:: Assigned task ::
Only those lines in the data below from the line containing "Describe the element at coordinates (19, 242)" through the line containing "The height and width of the screenshot is (392, 544).", both included, should be restated word for word.

[Stored records]
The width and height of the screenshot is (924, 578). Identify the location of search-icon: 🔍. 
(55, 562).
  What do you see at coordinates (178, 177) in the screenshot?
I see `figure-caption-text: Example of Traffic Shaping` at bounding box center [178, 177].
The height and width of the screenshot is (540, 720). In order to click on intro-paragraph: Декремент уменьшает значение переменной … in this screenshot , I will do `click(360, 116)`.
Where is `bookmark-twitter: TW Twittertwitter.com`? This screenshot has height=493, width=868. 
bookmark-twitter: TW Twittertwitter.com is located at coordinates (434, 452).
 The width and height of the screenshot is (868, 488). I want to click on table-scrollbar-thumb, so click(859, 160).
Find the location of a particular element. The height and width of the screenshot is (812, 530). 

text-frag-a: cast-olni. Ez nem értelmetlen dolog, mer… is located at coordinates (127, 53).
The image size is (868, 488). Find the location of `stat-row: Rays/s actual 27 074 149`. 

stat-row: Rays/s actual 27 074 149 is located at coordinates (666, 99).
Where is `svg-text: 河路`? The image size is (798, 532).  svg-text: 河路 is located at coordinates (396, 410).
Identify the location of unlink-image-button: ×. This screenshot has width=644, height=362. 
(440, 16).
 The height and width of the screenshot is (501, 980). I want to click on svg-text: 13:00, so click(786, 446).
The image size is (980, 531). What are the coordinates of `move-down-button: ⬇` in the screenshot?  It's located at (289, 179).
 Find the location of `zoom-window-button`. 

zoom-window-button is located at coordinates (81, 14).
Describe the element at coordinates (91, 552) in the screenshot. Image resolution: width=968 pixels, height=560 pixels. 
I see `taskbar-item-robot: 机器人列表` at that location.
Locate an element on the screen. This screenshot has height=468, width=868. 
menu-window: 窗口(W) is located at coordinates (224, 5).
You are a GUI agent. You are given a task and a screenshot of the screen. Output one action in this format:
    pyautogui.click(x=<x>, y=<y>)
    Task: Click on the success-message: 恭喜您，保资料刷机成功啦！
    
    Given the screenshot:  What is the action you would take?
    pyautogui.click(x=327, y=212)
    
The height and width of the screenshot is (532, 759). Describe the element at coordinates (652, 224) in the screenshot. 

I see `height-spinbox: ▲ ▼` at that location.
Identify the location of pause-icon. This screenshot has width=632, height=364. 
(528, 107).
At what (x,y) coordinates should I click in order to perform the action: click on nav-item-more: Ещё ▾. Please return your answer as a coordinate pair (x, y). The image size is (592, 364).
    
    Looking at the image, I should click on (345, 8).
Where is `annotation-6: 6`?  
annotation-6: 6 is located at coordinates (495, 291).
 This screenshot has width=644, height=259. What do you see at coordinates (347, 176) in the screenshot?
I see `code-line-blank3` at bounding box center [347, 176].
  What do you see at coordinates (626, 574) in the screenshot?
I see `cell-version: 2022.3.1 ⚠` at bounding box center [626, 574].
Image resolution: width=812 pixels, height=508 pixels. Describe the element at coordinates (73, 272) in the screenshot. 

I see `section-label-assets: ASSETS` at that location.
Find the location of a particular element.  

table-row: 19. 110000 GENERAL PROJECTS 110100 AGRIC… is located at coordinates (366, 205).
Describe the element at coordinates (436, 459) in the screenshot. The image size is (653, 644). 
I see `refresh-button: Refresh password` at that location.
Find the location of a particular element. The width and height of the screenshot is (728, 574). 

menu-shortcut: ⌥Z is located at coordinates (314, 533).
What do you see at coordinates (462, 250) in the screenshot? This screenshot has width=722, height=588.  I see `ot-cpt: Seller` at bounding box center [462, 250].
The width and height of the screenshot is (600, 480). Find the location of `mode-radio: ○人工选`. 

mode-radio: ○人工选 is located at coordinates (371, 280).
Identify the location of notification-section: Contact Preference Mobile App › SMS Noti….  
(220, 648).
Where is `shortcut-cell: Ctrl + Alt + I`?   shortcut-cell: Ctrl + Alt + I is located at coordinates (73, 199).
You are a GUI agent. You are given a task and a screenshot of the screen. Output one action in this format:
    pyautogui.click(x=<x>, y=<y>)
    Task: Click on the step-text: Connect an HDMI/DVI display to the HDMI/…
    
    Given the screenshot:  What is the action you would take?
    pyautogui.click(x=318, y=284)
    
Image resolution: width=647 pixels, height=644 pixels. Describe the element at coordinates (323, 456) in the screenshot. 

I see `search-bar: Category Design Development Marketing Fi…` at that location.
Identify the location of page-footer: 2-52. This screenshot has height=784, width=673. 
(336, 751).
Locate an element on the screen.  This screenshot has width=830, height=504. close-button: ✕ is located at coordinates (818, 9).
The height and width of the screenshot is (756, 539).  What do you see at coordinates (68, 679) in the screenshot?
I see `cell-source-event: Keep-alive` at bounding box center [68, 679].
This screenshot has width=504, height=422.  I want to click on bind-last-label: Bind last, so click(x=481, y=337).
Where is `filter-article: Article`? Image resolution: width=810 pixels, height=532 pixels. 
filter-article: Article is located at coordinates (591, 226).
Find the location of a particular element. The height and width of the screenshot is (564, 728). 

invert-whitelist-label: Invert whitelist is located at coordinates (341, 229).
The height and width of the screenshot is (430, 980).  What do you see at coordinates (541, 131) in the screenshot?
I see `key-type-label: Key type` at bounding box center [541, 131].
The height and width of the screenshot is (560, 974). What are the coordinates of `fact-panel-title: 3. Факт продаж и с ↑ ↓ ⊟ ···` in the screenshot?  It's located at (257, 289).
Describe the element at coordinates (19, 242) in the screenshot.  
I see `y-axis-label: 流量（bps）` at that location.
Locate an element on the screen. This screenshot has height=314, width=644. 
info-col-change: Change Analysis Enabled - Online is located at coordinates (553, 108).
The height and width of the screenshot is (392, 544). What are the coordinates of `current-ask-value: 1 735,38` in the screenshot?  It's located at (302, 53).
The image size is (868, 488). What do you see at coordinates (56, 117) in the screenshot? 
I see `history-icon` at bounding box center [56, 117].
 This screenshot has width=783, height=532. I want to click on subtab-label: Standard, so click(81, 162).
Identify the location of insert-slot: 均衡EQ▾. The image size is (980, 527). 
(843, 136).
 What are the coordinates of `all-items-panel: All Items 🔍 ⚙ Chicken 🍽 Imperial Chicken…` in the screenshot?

:: Result of the task ::
Describe the element at coordinates (19, 242) in the screenshot.  
I see `y-axis-label: 流量（bps）` at that location.
Locate an element on the screen. This screenshot has height=314, width=644. 
info-col-change: Change Analysis Enabled - Online is located at coordinates (553, 108).
The height and width of the screenshot is (392, 544). What are the coordinates of `current-ask-value: 1 735,38` in the screenshot?  It's located at (302, 53).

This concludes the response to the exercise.